[Exercise]
Could you reproduce, word for word, everything below from the line containing "Locate an element" down to the line containing "is (606, 700).", with both of those lines included and no others?

[Provided data]

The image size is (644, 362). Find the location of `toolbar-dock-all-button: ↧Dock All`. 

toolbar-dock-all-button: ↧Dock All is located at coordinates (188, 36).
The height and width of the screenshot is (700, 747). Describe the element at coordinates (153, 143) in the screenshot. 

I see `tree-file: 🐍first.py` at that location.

* * *

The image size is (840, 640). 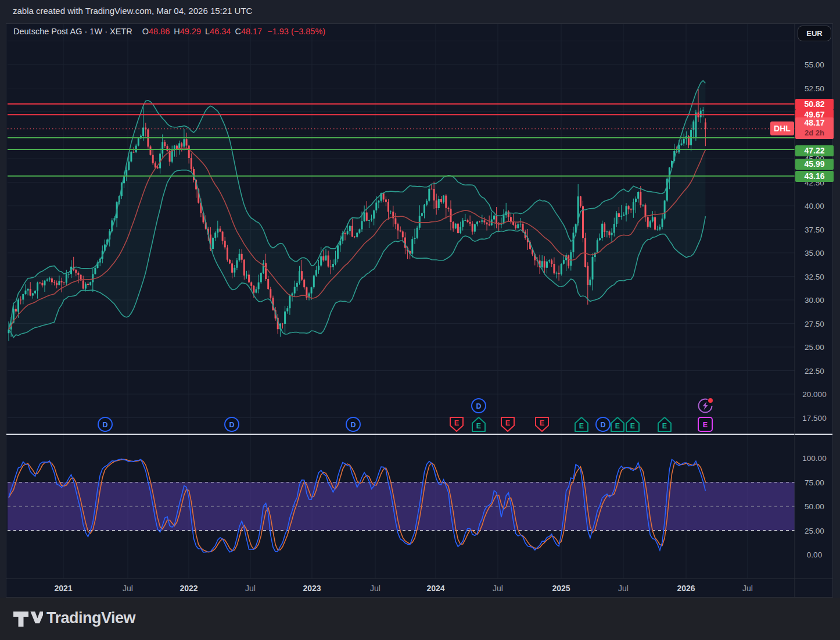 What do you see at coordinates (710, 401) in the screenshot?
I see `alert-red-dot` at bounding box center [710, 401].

==

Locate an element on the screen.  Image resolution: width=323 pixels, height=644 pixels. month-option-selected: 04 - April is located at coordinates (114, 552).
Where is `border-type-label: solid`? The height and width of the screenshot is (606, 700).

[Response for this exercise]
Locate an element on the screen.  Image resolution: width=323 pixels, height=644 pixels. month-option-selected: 04 - April is located at coordinates (114, 552).
Where is `border-type-label: solid`? The height and width of the screenshot is (606, 700).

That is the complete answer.